The BRICs accounted for a significant share of total EM capital outflows during 2005-08. China alone accounted for more than 1/3 of total flows. China is, and will remain, in “pole position” among the BRIC countries. Its increasing financial power is based on the size of its foreign assets, its net international creditor position, continued (net) foreign asset accumulation and very importantly, the very significant concentration of ownership and control in the hands of the government and quasi-government entities.
Following last April’s G20 meeting, the emerging markets (EM) experienced a sharp rise in foreign capital inflows. As the Institute of International Finance (IIF) perceptively points out in a recent note, the current surge in capital inflows is the fourth of its kind since the 1970s and, if history is anything to go by, marks only the beginning of a sustained, multi-year rise in capital flows to EM. Significant as this is, it must not be allowed to mask an equally important trend: the emergence of EM as international investors in their own right.
Throughout much of the post-WWII period, the vast majority of the EM – as (upper-) middle income countries started to be called in the 1980s – did not generate any sizeable capital exports – Middle Eastern oil exporters post-1973 excepted. Extensive capital controls severely restricted cross-border private capital outflows. When private capital flows to the EM recovered during the 1970s, they were largely utilized to finance trade deficits. Official holdings of foreign assets were therefore never significant and often even proved insufficient to avert international payments crises. EM capital outflows during this period took largely the form of “capital flight” (showing up as E&O), often caused by domestic economic, financial and political instability.
Things changed dramatically during the 1990s, and especially after the 1997 Asian crisis. Most Asian EM switched to a deliberate FX reserve accumulation policy on the back of surging trade surpluses and, in many cases, surging capital inflows, frequently supported by undervalued exchange rates. Similarly, large current account surpluses in oil-exporting countries due to rising energy prices led to rapid official foreign asset accumulation during the 2000s. In the Middle East, this not infrequently took the form of non-reserve assets controlled by the official sector rather than reserve accumulation. Unwilling to revalue their currencies, several large EM soon ended up holding “excess” FX reserves, leading them to set up sovereign wealth funds (SWF) with the explicit mandate to invest “excess” reserves in higher-yielding assets.

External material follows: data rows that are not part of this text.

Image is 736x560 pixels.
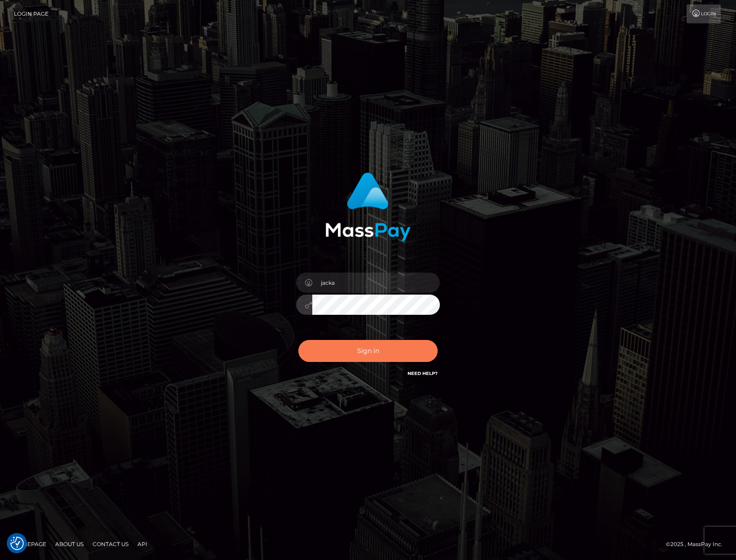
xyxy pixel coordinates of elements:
[687,4,721,24] a: Login
[312,273,440,293] input: Username...
[407,370,438,377] a: Need Help?
[89,537,132,551] a: Contact Us
[134,537,151,551] a: API
[14,4,49,24] a: Login Page
[10,537,24,550] button: Consent Preferences
[298,340,438,363] button: Sign in
[666,540,730,550] div: © 2025 , MassPay Inc.
[10,537,24,550] img: Revisit consent button
[325,172,411,241] img: MassPay Login
[52,537,87,551] a: About Us
[10,537,50,551] a: Homepage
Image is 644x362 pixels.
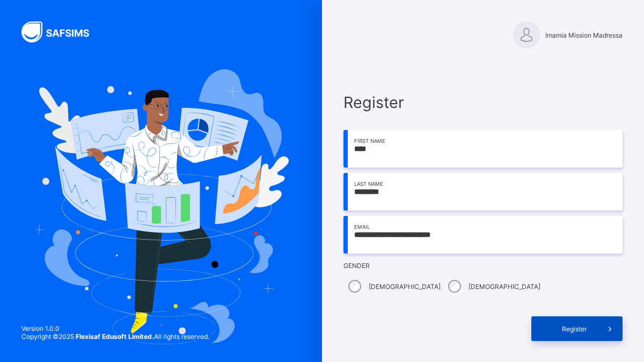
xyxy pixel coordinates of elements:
[369,283,441,290] label: [DEMOGRAPHIC_DATA]
[469,283,540,290] label: [DEMOGRAPHIC_DATA]
[34,69,289,345] img: Hero Image
[344,93,622,111] span: Register
[22,22,102,42] img: SAFSIMS Logo
[22,333,210,340] span: Copyright © 2025 All rights reserved.
[76,333,154,340] strong: Flexisaf Edusoft Limited.
[550,325,598,333] span: Register
[22,325,210,333] span: Version 1.0.0
[344,262,622,270] span: Gender
[546,31,622,39] span: Imamia Mission Madressa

EM capital outflows almost quadrupled between 2000-04 and 2005-09, half of which was accounted for by reserve accumulation. The IIF projects total annual EM capital outflows to range between USD 1,000 bn - 1,200 bn in 2010-11. To put this into perspective, during the 2005-07 boom period, US capital outflows averaged USD 1,100 bn and Eurozone outflows USD 2,100 bn. In 2010-11, official reserve accumulation will average USD 600 bn, net resident lending USD 310 bn and net equity outflows USD 240 bn, nearly USD 200 bn of which are accounted for by FDI outflows. The level and composition of EM outflows will, by and large, remain unchanged over the next couple of years. Significantly, FDI is forecast to grow the fastest.
Not surprisingly, the BRICs accounted for a significant share of total EM capital outflows during the 2005-08 period, namely 60%. They accounted for 70% of FX reserve accumulation, 60% of FDI outflows, 45% of resident-lending and (only) 12% of portfolio equity outflows. The importance of BRIC outflows varied greatly, however. Interestingly, Russia compared quite favourably to China in terms of non-reserve-related outflows (at least until 2008!). In terms of EM outflows, China accounted for 1/2 of FX reserve accumulation, 1/4 of resident lending but (only) 15% of equity related outflows. Impressively, China accounted for more than 1/3 of total EM capital outflows during 2006-08.
China is, and will remain, in “pole position” in terms of both flows and stocks. As of 2008, BRIC total external assets amounted to USD 4,700 bn. Adjusted for end-2009 FX reserve holdings, they should currently exceed USD 5,000 bn. Absent greater capital account openness, China’s foreign asset accumulation will remain much more heavily skewed towards reserve assets than in Brazil and Russia, where the capital account is more open. This helps to explain why China and India hold more than 70% of their external assets in the form of FX reserves versus less than 50% in the case of Brazil and Russia. This has important implications. China’s financial power is based not just on the enormous size of its foreign assets or its equally impressive net international creditor position. It is also underpinned by continued very large (net) capital exports.
Last but not least, in China – to a much higher degree than in Brazil and Russia – it is the official sector that, directly or indirectly, controls the bulk of the country’s foreign assets. This is true whether or not one considers the foreign assets of state-owned banks and FDI by SOEs to be “official” holdings. This is simply a long and convoluted way of saying that the Chinese government has a far, far greater capacity to exercise international financial influence than the other BRIC governments.